Frequently Asked Questions

These are three distinct materials with very different processing. Pure tungsten is the elemental metal, extremely dense, hard, brittle, and with the highest melting point of any metal; it is difficult to machine and is usually shaped by grinding and EDM. Tungsten carbide is a ceramic-metal composite of tungsten carbide particles bonded with a metal binder, typically cobalt; it is even harder, prized for cutting tools, dies, and wear parts, and is also finished by grinding and EDM rather than conventional cutting. Tungsten heavy alloy is a sintered composite, usually 90 to 97 percent tungsten with nickel-iron or nickel-copper binder, which keeps most of tungsten's high density while being far more ductile and machinable with carbide tooling, making it the usual choice for balance weights, counterweights, and radiation shielding.
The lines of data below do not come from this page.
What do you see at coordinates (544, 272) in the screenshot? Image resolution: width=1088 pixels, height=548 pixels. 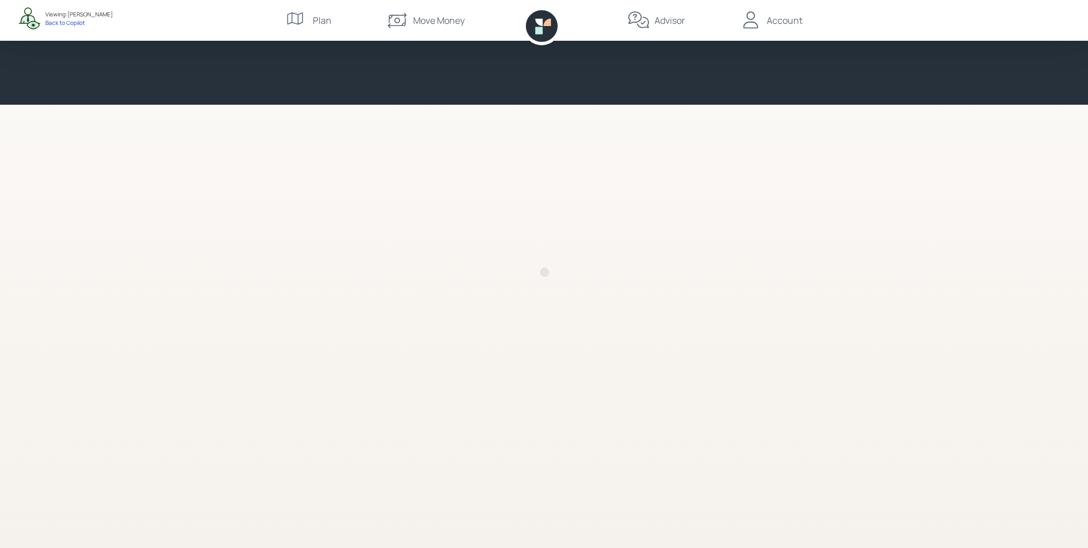 I see `img: Retirable loading` at bounding box center [544, 272].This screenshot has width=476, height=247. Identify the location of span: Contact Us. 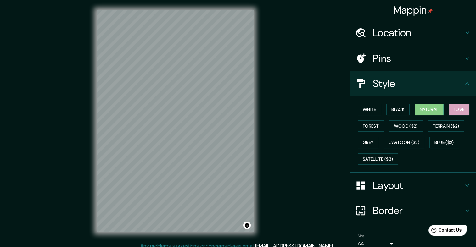
(30, 8). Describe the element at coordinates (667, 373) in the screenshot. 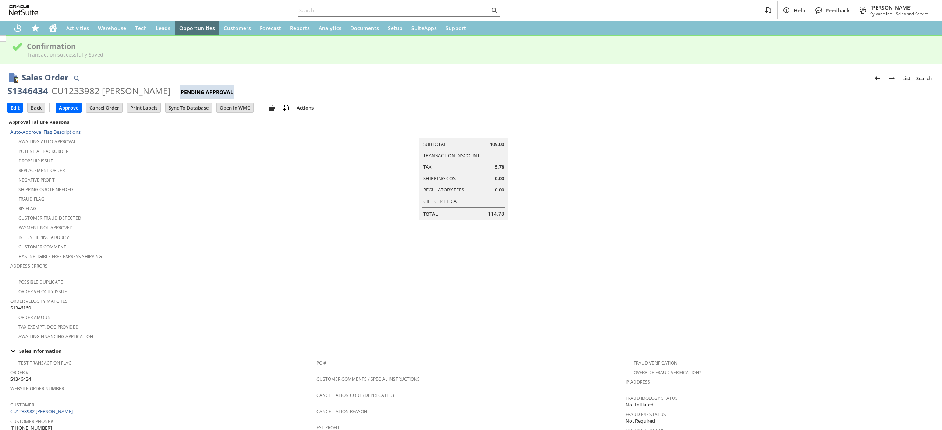

I see `a: Override Fraud Verification?` at that location.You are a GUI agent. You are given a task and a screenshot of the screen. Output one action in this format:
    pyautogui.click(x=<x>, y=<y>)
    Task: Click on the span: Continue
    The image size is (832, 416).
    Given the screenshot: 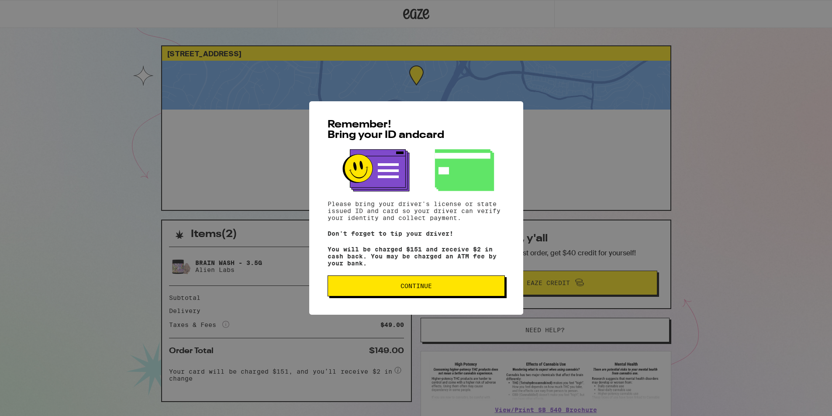 What is the action you would take?
    pyautogui.click(x=416, y=286)
    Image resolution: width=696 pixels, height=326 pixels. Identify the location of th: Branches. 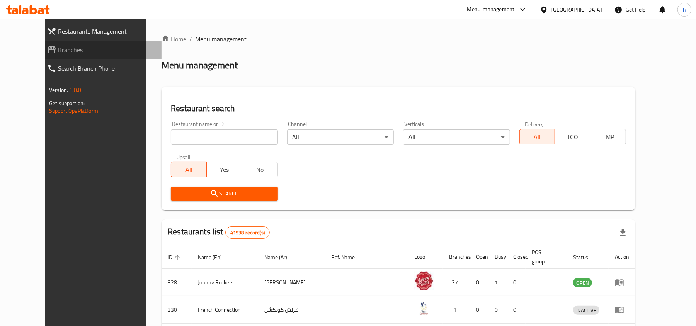
(457, 257).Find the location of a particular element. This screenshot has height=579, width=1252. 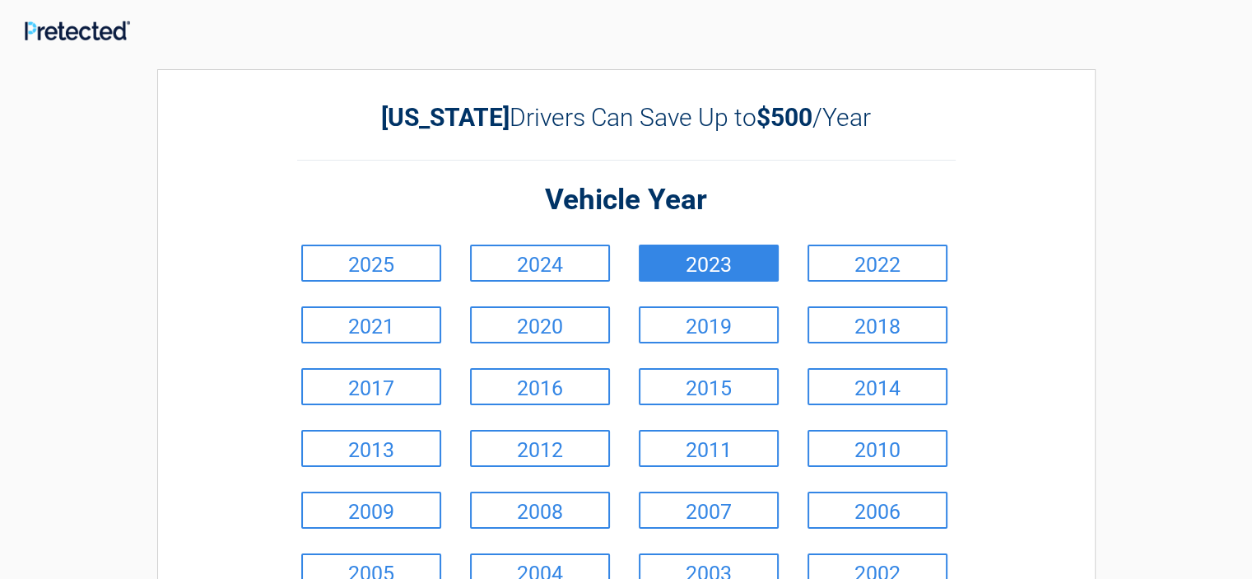

a: 2006 is located at coordinates (878, 510).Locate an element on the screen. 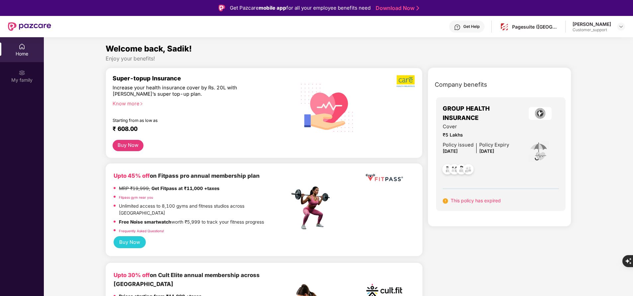  div: ₹ 608.00 is located at coordinates (198, 129). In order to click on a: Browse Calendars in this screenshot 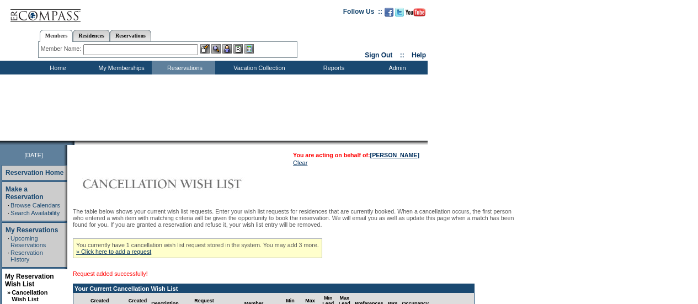, I will do `click(35, 205)`.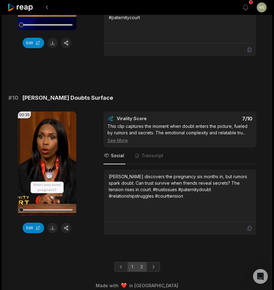 This screenshot has width=274, height=290. What do you see at coordinates (180, 156) in the screenshot?
I see `nav: Tabs` at bounding box center [180, 156]. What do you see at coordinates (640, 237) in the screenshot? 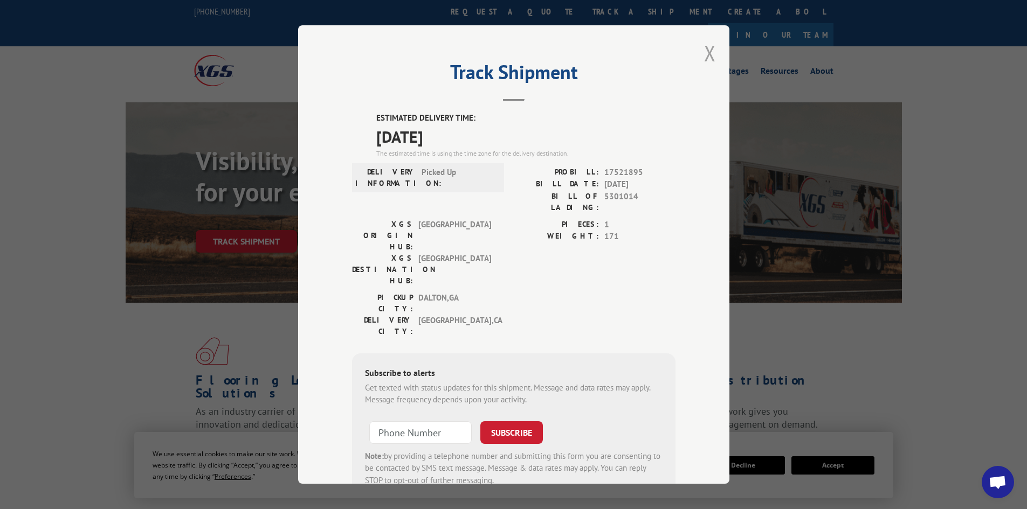
I see `span: 171` at bounding box center [640, 237].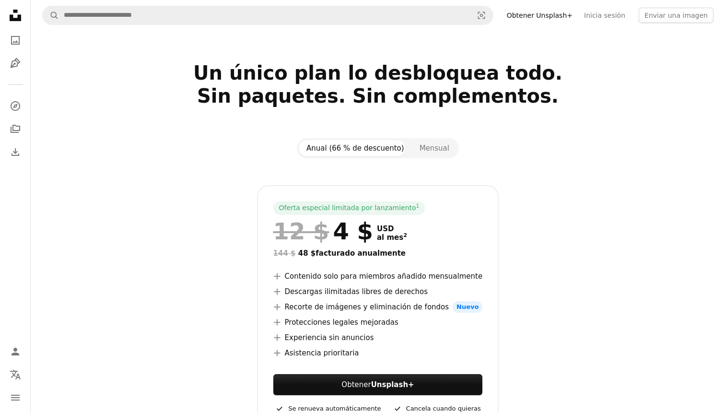 The image size is (725, 413). Describe the element at coordinates (676, 15) in the screenshot. I see `button: Enviar una imagen` at that location.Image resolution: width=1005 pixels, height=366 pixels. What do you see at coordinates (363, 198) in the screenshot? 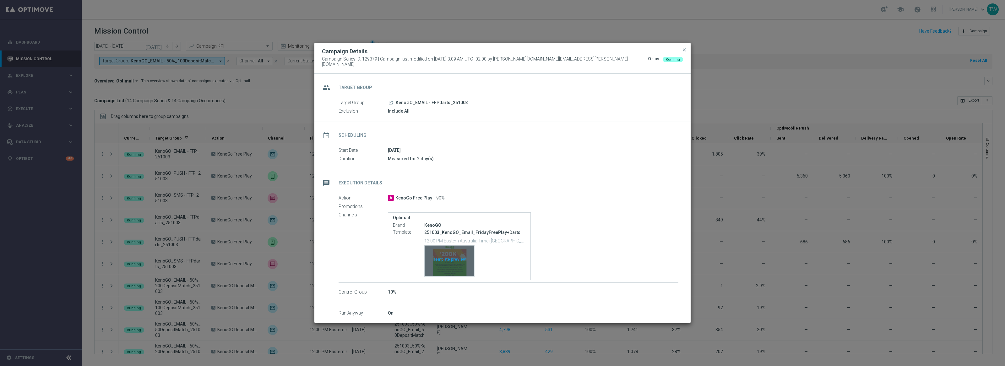
I see `label: Action` at bounding box center [363, 198].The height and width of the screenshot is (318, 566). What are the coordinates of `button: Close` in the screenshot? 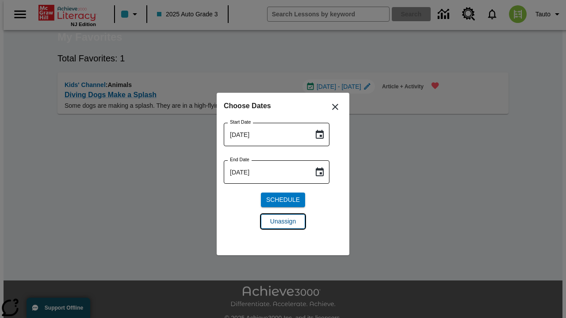 It's located at (335, 107). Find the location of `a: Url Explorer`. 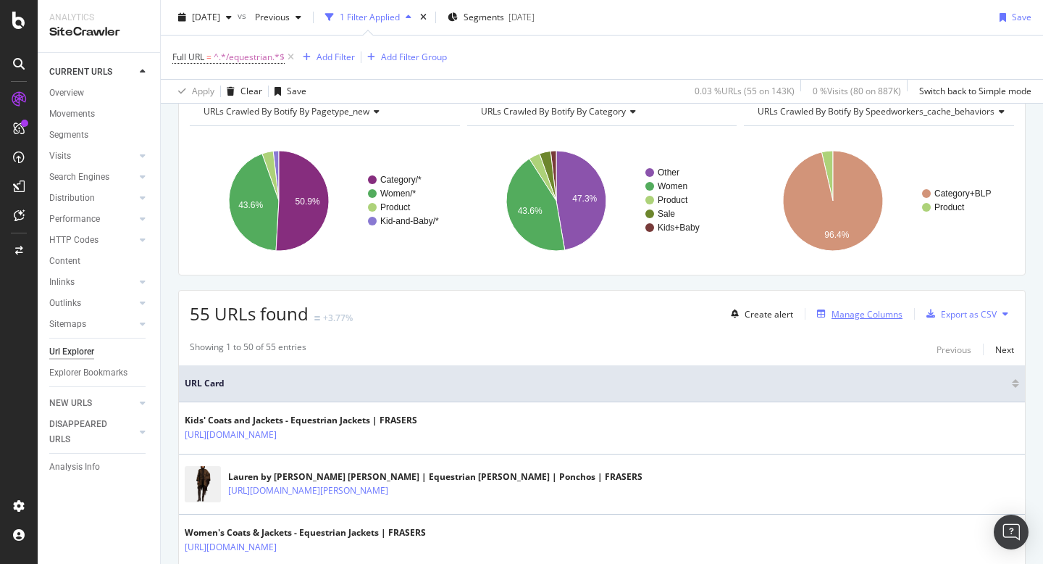

a: Url Explorer is located at coordinates (99, 351).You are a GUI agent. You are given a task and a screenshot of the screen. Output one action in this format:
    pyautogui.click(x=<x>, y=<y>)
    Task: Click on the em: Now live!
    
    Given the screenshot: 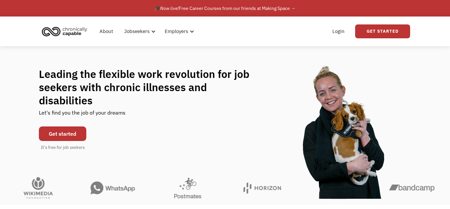 What is the action you would take?
    pyautogui.click(x=169, y=8)
    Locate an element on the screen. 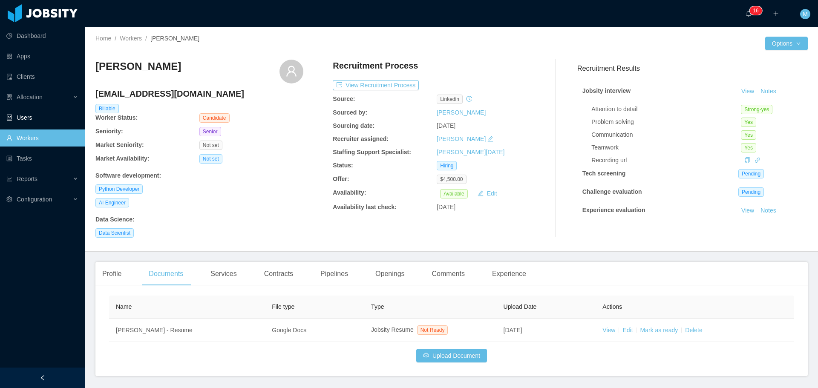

When sourcing in Seattle, identify which of these your application needs, because the material, the process route, and the qualified supplier are all different, and experience with one form does not imply capability with another.
Pure tungsten and tungsten carbide are too hard and too brittle to be turned or milled with conventional cutting tools the way steel or aluminum is; attempting it would chip the material and destroy tooling. Instead, these forms are shaped by abrasive and non-contact processes: precision grinding with diamond or CBN wheels, wire and sinker electrical-discharge machining (EDM), and frequently pressing and sintering powder to a near-net shape before finishing. That equipment and expertise sit outside the capability of a general machine shop. Tungsten heavy alloy is the exception; because it is a more ductile sintered composite with a metal binder, it can be machined with rigid setups, sharp carbide tooling, and conservative parameters, though it remains abrasive and demanding. So when you need a pure tungsten or carbide part, you must find a specialist with grinding and EDM capability, while a heavy-alloy balance weight can be handled by a capable machining shop experienced with the material. Always confirm the shop's experience with your specific tungsten form before committing.
The reason is density. Tungsten and tungsten heavy alloys are roughly twice as dense as lead and far denser than steel, so they pack the maximum amount of mass into the minimum volume. In aerospace, that property is exactly what a balance weight or counterweight needs: control surfaces, rotors, and rotating or oscillating assemblies often must be balanced or have mass added in a tightly constrained space where a lower-density material simply would not fit. Tungsten heavy alloy delivers this density while being machinable to precise dimensions, and unlike lead it is non-toxic to handle and far stronger, which matters for a weight that must be fastened and survive vibration and load. It is also used as compact radiation shielding for the same density reason, achieving a given attenuation in less thickness than lead. When sourcing a tungsten balance weight in Seattle, expect the mass itself to be a controlled, inspected parameter, since the function of the part is to provide a specific mass within a specific envelope.
Often, yes, for two reasons. First, a large share of tungsten machining is defense-related, balance weights, counterweights, shielding, and kinetic components for military programs, so the hardware or its technical data may be ITAR-controlled. In that case the supplier must be registered with the Directorate of Defense Trade Controls and restrict access to drawings and CAD to U.S. persons, so confirm ITAR registration when the work is controlled. Second, tungsten raw material supply is globally concentrated, with much of the world's tungsten originating from a small number of sources, so for defense programs the origin and supply-chain compliance of the tungsten can be a contractual requirement, and you should confirm the supplier can document an acceptable material source. Lead times can also be affected by this concentrated supply chain, so engage early on material availability. When you RFQ tungsten work for defense applications, state the ITAR and any supply-chain or material-origin requirements explicitly so non-compliant suppliers self-select out, and verify the qualified Seattle specialist can meet them before committing.